Book #35 was recommended by my daughter; it was the sequel to a book she suggested over the summer, The Year of Secret Assignments.  This one, The Murder of Bindy Mackenzie, by Jaclyn Moriarty, was similar.  It consisted mostly of Bindy's notes, musings, and correspondence, but Bindy really came alive (haha, see what I did there?), and in spite of the somewhat improbable ending, I enjoyed reading this.

Book #36 was Brian McLaren's Naked Spirituality: A Life with God in 12 Simple Words.  I wanted to read this because I was listening to a series of podcasts from a church that is basing a year's worth of sermons on this book.  This was my first book by McLaren, and I found it well-written, thought-provoking, readable.  I appreciated the way he made abstract spiritual concepts approachable and put words to ideas that are difficult to express.  However, there were several points at which I felt that the book wasn't intended to be exclusively about Christianity.  It almost felt as if McLaren was out to annoy his evangelical readers by a paean to Buddhism, an exhortation to gather for worship, "whether it's in a glorious cathedral or temple, a spacious megachurch facility, or a small local chapel, synagogue or mosque," and a friendly aside: "Now here I am being transparently trinitarian, and some may not be able to go here with me."  That said, McLaren uses scripture (yes, the Bible) extensively all the way through, and his writing is clearly informed by his own experience with God.  I enjoyed this book and found it gave me helpful ways to think about faith.  You can find more about the book, and the twelve words, here.

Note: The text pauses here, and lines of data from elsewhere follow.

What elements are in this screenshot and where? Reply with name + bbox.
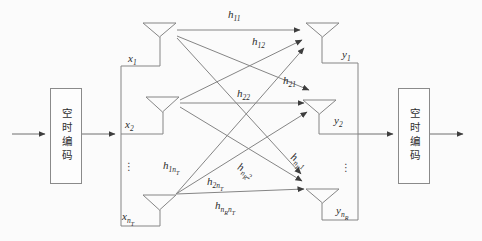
channel-label-h1nT: h1nT: [163, 160, 179, 173]
channel-tx1-rx3: [177, 38, 301, 174]
space-time-decoder-box: 空时编码: [398, 88, 430, 184]
rx-signal-label-y1: y1: [342, 49, 351, 62]
rx-antenna-1: [306, 23, 339, 37]
tx-antenna-1: [143, 23, 176, 37]
tx-signal-label-xnT: xnT: [122, 211, 134, 224]
rx-ellipsis: ⋮: [341, 163, 351, 173]
channel-label-h22: h22: [237, 88, 250, 101]
channel-label-h12: h12: [252, 36, 265, 49]
mimo-diagram: 空时编码 空时编码 x1 x2 xnT ⋮ y1 y2 ynR ⋮ h11 h1…: [0, 0, 482, 241]
tx-antenna-2: [146, 97, 179, 112]
rx-antenna-2: [303, 100, 336, 114]
channel-tx3-rx2: [176, 112, 307, 194]
tx-ellipsis: ⋮: [124, 162, 134, 172]
space-time-encoder-box: 空时编码: [50, 88, 82, 184]
tx-signal-label-x2: x2: [125, 119, 134, 132]
channel-label-h11: h11: [228, 9, 240, 22]
channel-label-h21: h21: [283, 75, 296, 88]
encoder-label: 空时编码: [59, 108, 74, 164]
tx-signal-label-x1: x1: [128, 53, 137, 66]
decoder-label: 空时编码: [407, 108, 422, 164]
rx-antenna-3: [306, 189, 339, 203]
channel-tx3-rx3: [176, 189, 304, 194]
channel-label-hnRnT: hnRnT: [215, 200, 235, 213]
rx-signal-label-y2: y2: [334, 115, 343, 128]
rx-signal-label-ynR: ynR: [336, 205, 348, 218]
channel-label-h2nT: h2nT: [207, 176, 223, 189]
tx-antenna-3: [143, 195, 176, 210]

Book #37 only came out two days ago, and my daughter and I have both already read it.  It's Addie Zierman's book When We Were On Fire: A Memoir of Consuming Faith, Tangled Love, and Starting Over.  I have been reading Addie's blog for a while.  I started back when it was called "How to Speak Evangelical," and loved reading her beautifully written meditations on the cliches of the evangelical Christian world.  The book was no disappointment, but I didn't feel that we had parallel lives as much as I thought I might.  Many of the "growing up evangelical" details are similar, though I'm older than she is and grew up in another country, but the story, like all of our stories, was very much her own.  I wanted to hear more about her time in China with her husband; it seemed to me that coming back from that very difficult and life-changing experience must have had something to do with the development of her depression, and I would love it if she would explore that idea as deeply as she has mined some of her other experiences.   Although Addie's adult life is very different from mine, her writing started me thinking about many of the particulars of my own faith journey.  Here's a quote that will give you an idea of how fun her prose is to read: 
"These days, faith is a lot like Wisconsin: a series of repetitive ups and downs, the natural rise and fall of the road that stretches before you.  Boring.  Beautiful.  Ridiculous sometimes, as when the road eases into the Wisconsin Dells and there are suddenly giant plastic animals and water slides and a huge haunted mansion tilted along the road."



Addie's writing has encouraged many others to reflect on their journey, too, and you can read some of those reflections at the synchroblog she is hosting here.